Currently, there are over 90 children between the ages of 3 and 8 years old attending the Kondwa Day Centre for Orphans, but the intake number of children is limited due to a critical lack of funds and resources. A typical day in the Centre involves basic meals, play and recreation, pre-school lessons and primary-school instructions, arts and crafts activities, as well as various psychosocial and other holistic support programmes. The Centre promotes Memory Approaches (also sometimes referred to as Memory Works), which help the orphans cope with the grief, loss and transition of HIV/AIDS. Memory Approaches aim to help improve communication with children, foster a supportive family environment for healthy child growth, and facilitate the development of social connectedness within the community. It helps empower children by strengthening their resilience, supporting their personal growth and social transformation, and paves the way for HIV/AIDS prevention and treatment programmes to be more successful.
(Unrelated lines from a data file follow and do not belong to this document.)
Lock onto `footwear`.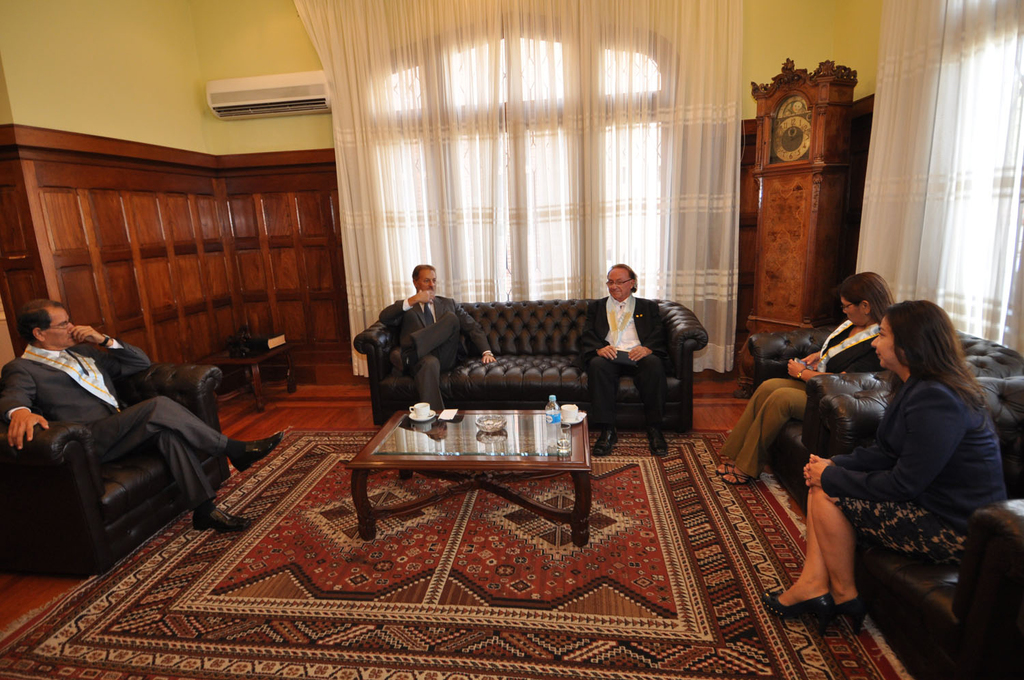
Locked: BBox(717, 457, 738, 474).
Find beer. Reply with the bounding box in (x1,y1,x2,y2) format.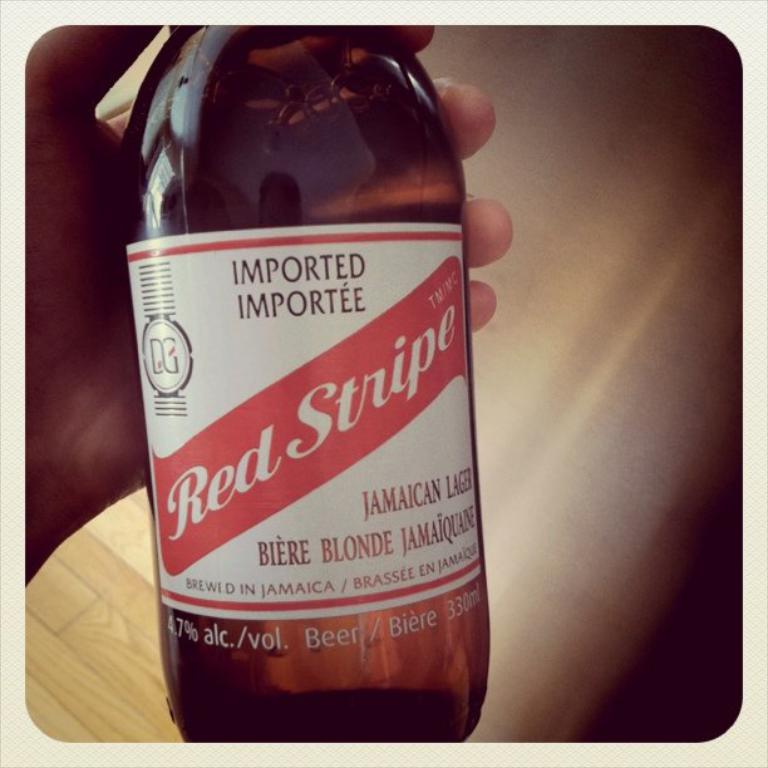
(118,16,494,767).
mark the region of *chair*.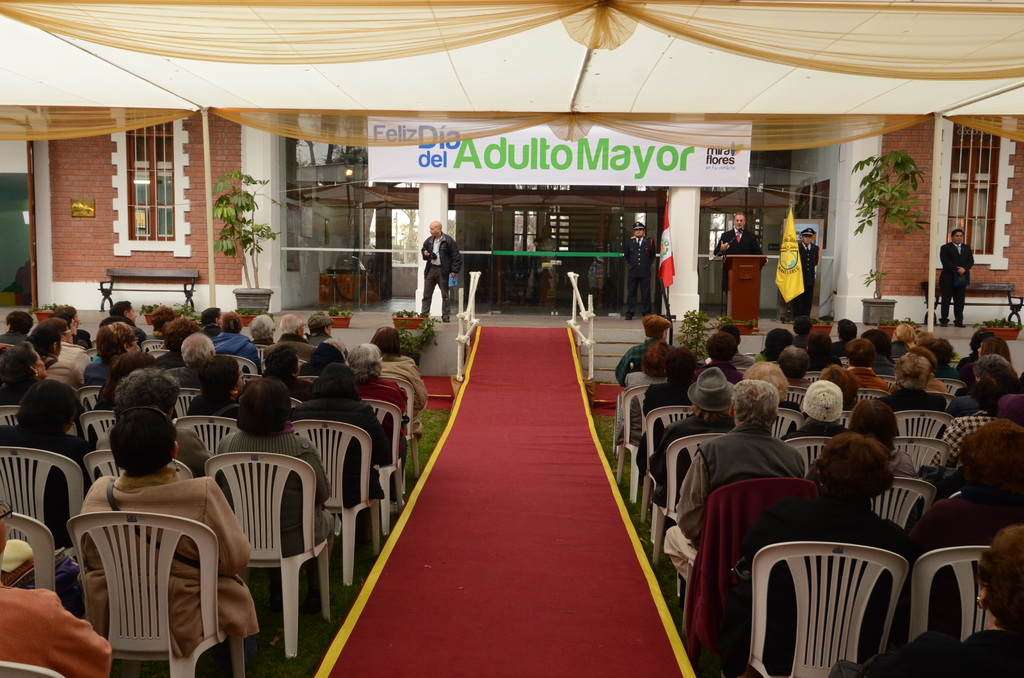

Memory Approaches are practical, child-centred, community-led approaches that encourages children to communicate more openly about HIV/AIDS. This tool facilitates open communication between parents, and guardians and their children, making possible and setting up a safe space in which to contain the telling of a family and person’s life story. The general tools of psychosocial support through Memory Approaches include Memory Books, the Memory Box, Body Mapping and Quilt Patching. The Memory Book is the central tool in the memory work process. It is an approach to psychosocial support that nurtures communication within families around issues such as - family history, information about the parent or guardian’s health, parent or guardian’s counsel and legacy to their children and the children’s aspirations and childhood memories - captured primarily through writing and illustration. By writing Memory Books with their caregivers at the Centre, children are encouraged to share their experiences with each other, thus strengthening peer support among the children in the community. The Memory Box is basically a safe and secure container that holds valuable and meaningful items to be passed on to the surviving members of a family. Body Mapping is designed to help people living with HIV/AIDS , drawing from and recording their illness and pain, their personal struggles and treatment. Quilt Patching is another means of recording and preserving the memory of family members and their history. Memory Approaches, furthermore, help family and community members better understand and become more sensitive to the realities of people living with HIV/AIDS.

The Kondwa Day Centre for Orphans also organizes and supervises camps for its children, providing a playful and relaxed environment for the children to speak out and express their fears and concerns. Finally, the Centre also assists an additional 30 children within the community with basic educational and study needs, such as school uniforms, books, and other related necessities.

Our goal at Project ChildCare Foundation is to support the courageous and untiring work of the volunteers and staff at the the Kondwa Day Centre for Orphans by providing funding and resources in hopes that the Centre will be able to care for its children, bringing about real change and sustained improvements in their lives, as well as reaching even more orphaned and vulnerable children living within the community.